I never even got into the title of the film. I’m not sure there’s much point now. It’s not a metaphor, rather through half the film you consider one of the main characters to be the titular kite runner while at the end another takes the moniker over. Forster turns the kite flying scenes into CG Top Gun-inspired dogfights, which is pretty ridiculous. It looks like these kites are about 1000 feet in the air flying at near-Mach speed, soaring across the entire city of Kabul, when there’s no way that’s possible. I do admit though that it looks kinda cool and you do feel tension and excitement from it. A decent use of CG if there ever was a reason for it in this type of film. If anything, the kite runner is a symbol of loyalty, which is something that adds to the heart-wrenching moment in the middle of the film with Hassan and Amir. And, honestly, I bet its an extremely rewarding aspect of the book. Because I get why the book was popular now. As poignant as the young Amir and young Hassan storyline was in the film, I’m sure it was even more so in the book. So, I have to hope that the ending of the book is more consistent with the world created than what Foster/Benioff do here.
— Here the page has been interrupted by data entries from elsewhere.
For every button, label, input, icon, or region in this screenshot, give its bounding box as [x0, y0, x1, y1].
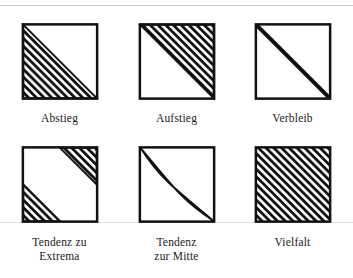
- symbol-cell-verbleib: Verbleib: [236, 22, 349, 126]
- aufstieg-figure-icon: [138, 22, 216, 101]
- symbol-label-aufstieg: Aufstieg: [120, 112, 233, 126]
- symbol-cell-tendenz-zur-mitte: Tendenz zur Mitte: [120, 145, 233, 263]
- symbol-label-vielfalt: Vielfalt: [236, 236, 349, 250]
- symbol-cell-abstieg: Abstieg: [3, 22, 116, 126]
- tendenz-zur-mitte-figure-icon: [138, 145, 216, 224]
- abstieg-figure-icon: [21, 22, 99, 101]
- symbol-label-verbleib: Verbleib: [236, 112, 349, 126]
- vielfalt-figure-icon: [254, 145, 332, 224]
- symbol-label-tendenz-zur-mitte: Tendenz zur Mitte: [120, 236, 233, 263]
- symbol-grid: Abstieg Aufstieg Verbleib: [0, 0, 353, 278]
- symbol-cell-tendenz-zu-extrema: Tendenz zu Extrema: [3, 145, 116, 263]
- tendenz-zu-extrema-figure-icon: [21, 145, 99, 224]
- symbol-cell-aufstieg: Aufstieg: [120, 22, 233, 126]
- symbol-cell-vielfalt: Vielfalt: [236, 145, 349, 250]
- symbol-label-tendenz-zu-extrema: Tendenz zu Extrema: [3, 236, 116, 263]
- verbleib-figure-icon: [254, 22, 332, 101]
- symbol-label-abstieg: Abstieg: [3, 112, 116, 126]
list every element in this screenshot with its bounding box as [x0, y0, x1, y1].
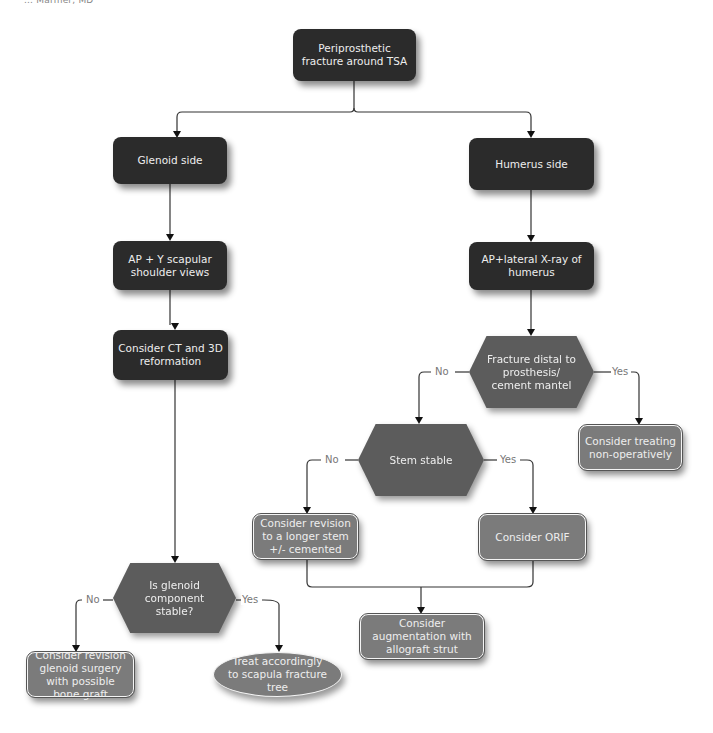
- edge-label-fracture-no: No: [434, 366, 450, 377]
- edge-label-fracture-yes: Yes: [611, 366, 629, 377]
- result-treat-scapula-label: Treat accordingly to scapula fracture tr…: [226, 655, 329, 694]
- node-glenoid-side-label: Glenoid side: [137, 154, 202, 167]
- decision-fracture-distal-label: Fracture distal to prosthesis/ cement ma…: [485, 353, 578, 392]
- decision-glenoid-stable-label: Is glenoid component stable?: [129, 579, 220, 618]
- result-revision-glenoid: Consider revision glenoid surgery with p…: [27, 652, 134, 697]
- edge-label-glenoid-no: No: [85, 594, 101, 605]
- connector-lines: [0, 0, 713, 733]
- decision-fracture-distal: Fracture distal to prosthesis/ cement ma…: [469, 336, 594, 408]
- node-humerus-side-label: Humerus side: [495, 158, 568, 171]
- node-root-label: Periprosthetic fracture around TSA: [297, 42, 412, 68]
- node-ct-3d-label: Consider CT and 3D reformation: [117, 342, 224, 368]
- result-augmentation-label: Consider augmentation with allograft str…: [365, 617, 479, 656]
- result-treat-nonoperatively-label: Consider treating non-operatively: [584, 435, 677, 461]
- result-treat-scapula: Treat accordingly to scapula fracture tr…: [213, 652, 342, 697]
- result-revision-glenoid-label: Consider revision glenoid surgery with p…: [32, 649, 129, 701]
- node-humerus-side: Humerus side: [469, 138, 594, 190]
- node-ct-3d: Consider CT and 3D reformation: [113, 330, 228, 380]
- node-glenoid-side: Glenoid side: [113, 137, 227, 184]
- decision-stem-stable: Stem stable: [358, 424, 484, 496]
- result-revision-longer-stem-label: Consider revision to a longer stem +/- c…: [258, 517, 353, 556]
- result-orif-label: Consider ORIF: [495, 531, 569, 544]
- edge-label-stem-yes: Yes: [499, 454, 517, 465]
- node-ap-y-views: AP + Y scapular shoulder views: [113, 241, 227, 290]
- edge-label-stem-no: No: [324, 454, 340, 465]
- result-revision-longer-stem: Consider revision to a longer stem +/- c…: [253, 514, 358, 559]
- decision-stem-stable-label: Stem stable: [390, 454, 453, 467]
- decision-glenoid-stable: Is glenoid component stable?: [113, 563, 236, 633]
- node-ap-y-views-label: AP + Y scapular shoulder views: [117, 253, 223, 279]
- result-orif: Consider ORIF: [479, 514, 586, 560]
- node-root: Periprosthetic fracture around TSA: [293, 29, 416, 81]
- node-ap-lateral-label: AP+lateral X-ray of humerus: [473, 253, 590, 279]
- result-treat-nonoperatively: Consider treating non-operatively: [579, 425, 682, 470]
- edge-label-glenoid-yes: Yes: [241, 594, 259, 605]
- node-ap-lateral: AP+lateral X-ray of humerus: [469, 242, 594, 290]
- result-augmentation: Consider augmentation with allograft str…: [360, 614, 484, 659]
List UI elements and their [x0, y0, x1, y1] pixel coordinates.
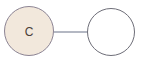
node-empty[interactable]: [88, 9, 135, 56]
node-c-label: C: [25, 25, 34, 39]
node-empty-circle[interactable]: [88, 9, 135, 56]
graph-svg: C: [0, 0, 144, 62]
graph-canvas: C: [0, 0, 144, 62]
node-c[interactable]: C: [5, 7, 54, 56]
Because once they’ve shit the bed with the bare-knuckle brawl in Kabul, it gets even worse once we’re back in San Francisco. I won’t spoil it here but, wow. It’s so bad. Eye-rollingly unearned even though it “makes sense” from an objective screenwriting point of view. It’s all made so much worse because it should’ve been tear-jerkingly powerful. That scene in the middle still kills me when I think about it and, I might have to just recommend it for that whole section alone. It’s truly heartbreaking, but by the time we endure the absurdity of the final act, Forster and Benioff have done everything possible to make us forget those real emotions we felt earlier. The Kite Runner should be a haunting yet ultimately uplifting if bittersweet story. And for two-thirds of the film it nails that. Unfortunately that last third sends this one to the bottom of the bargain bin at CVS, right where it belongs.
The Package
The DVD offered a decent enough picture as you’d expect from a DVD. It’s tough going back and forth between DVDs and Blu-rays now since there’s such a noticeable difference in quality. (First world problems, I know.) You have a commentary track with Forster, Benioff, and Khalid Hosseini, the author of the novel. Also a trailer and a PSA to start the film asking you to support the NGOs that are doing their part to rebuild Afghanistan. Overall, a decent disc if you’re going to buy this, especially since it’s probably super cheap to get on the used rack.